**Work item:** Exactly as they appear, write the lines from the one containing "Describe the element at coordinates (142, 34)" to the final line of the entries, leaving pictures out.

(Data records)
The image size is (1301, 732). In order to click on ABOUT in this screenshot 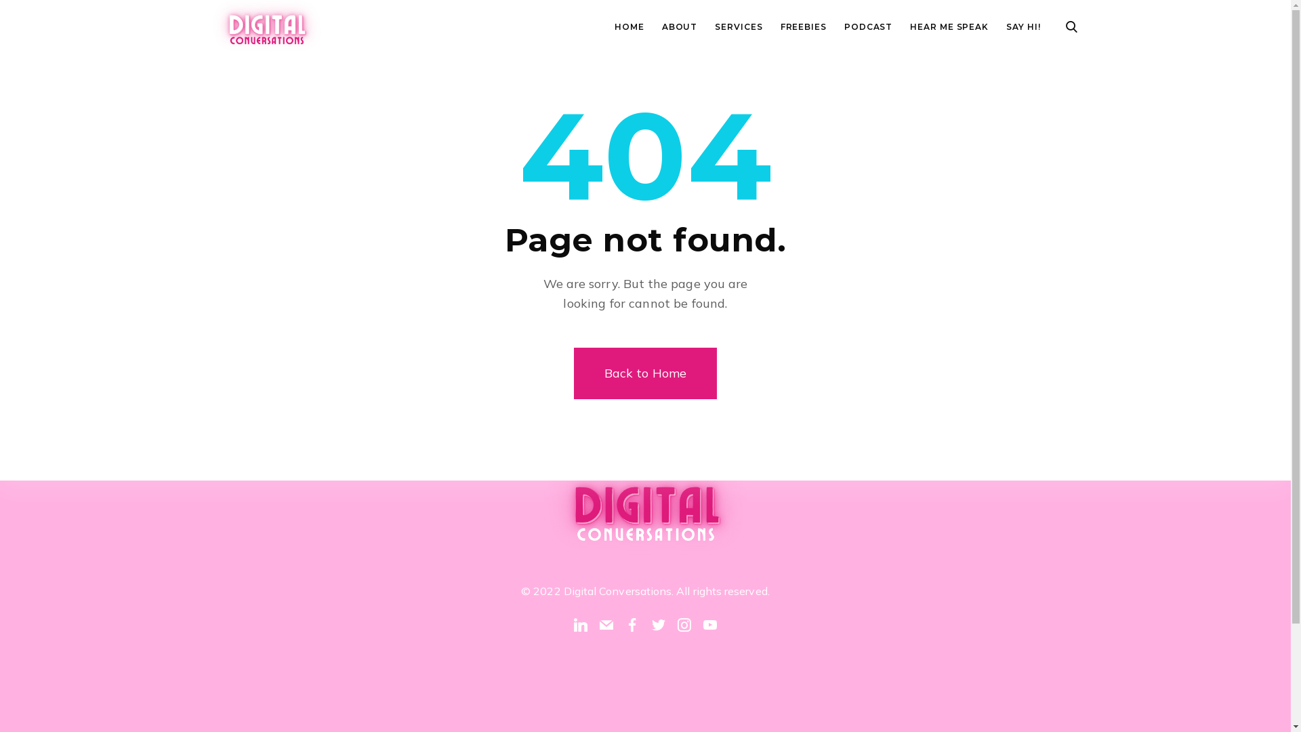, I will do `click(681, 27)`.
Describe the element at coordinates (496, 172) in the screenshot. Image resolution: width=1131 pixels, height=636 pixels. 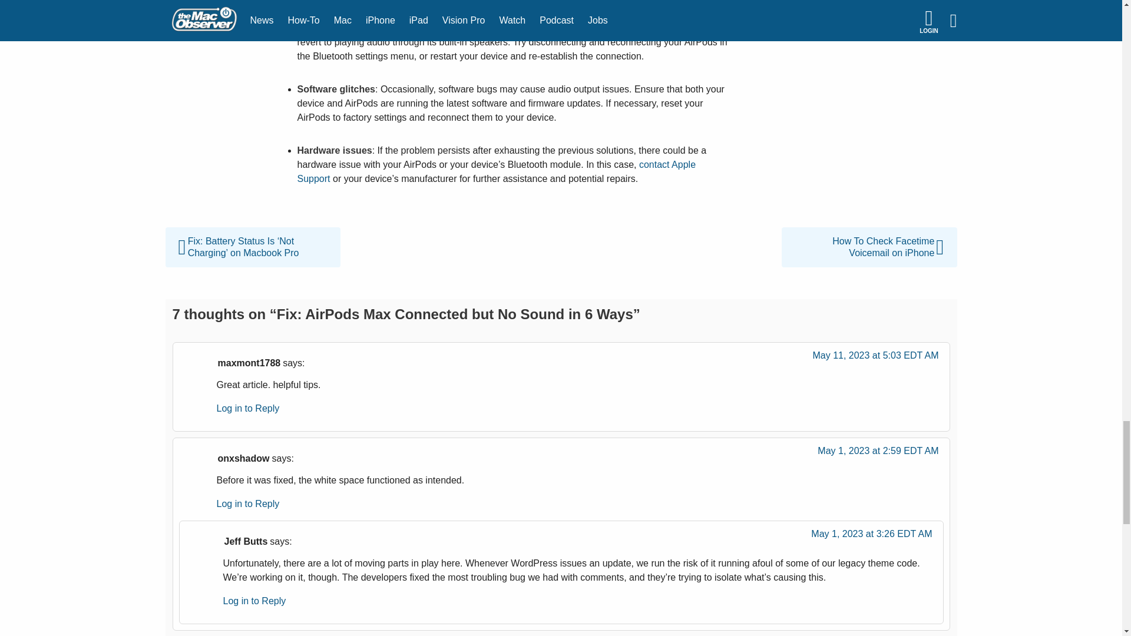
I see `contact Apple Support` at that location.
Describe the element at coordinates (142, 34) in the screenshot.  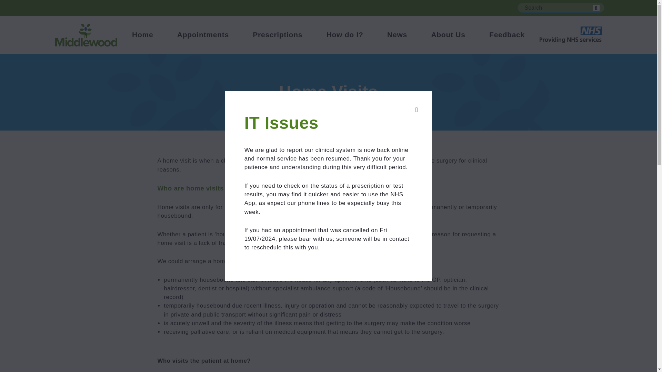
I see `Home` at that location.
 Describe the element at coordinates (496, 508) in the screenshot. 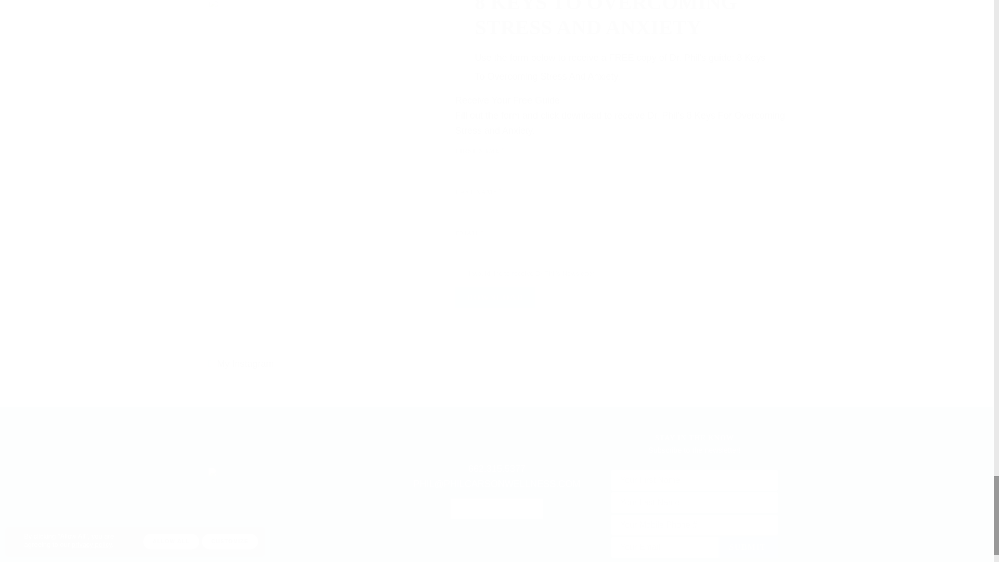

I see `GET IN TOUCH` at that location.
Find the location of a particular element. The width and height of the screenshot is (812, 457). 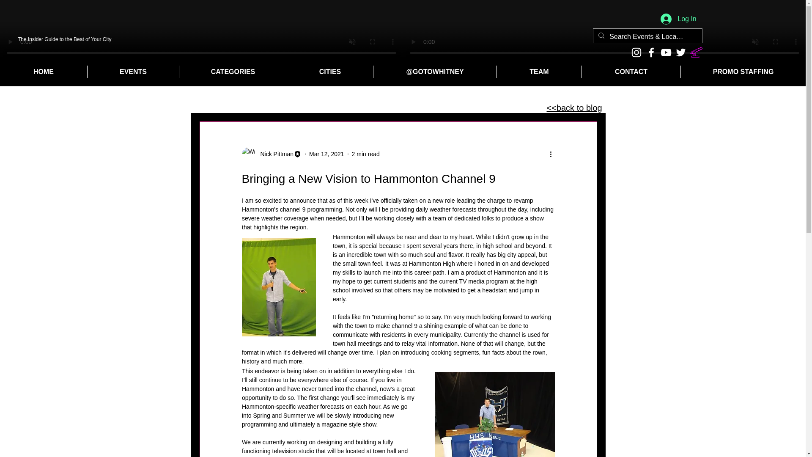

**Finished exercise:**
Describe the element at coordinates (142, 34) in the screenshot.  
I see `Home` at that location.
 Describe the element at coordinates (496, 508) in the screenshot. 

I see `GET IN TOUCH` at that location.
Find the location of a particular element. The width and height of the screenshot is (812, 457). 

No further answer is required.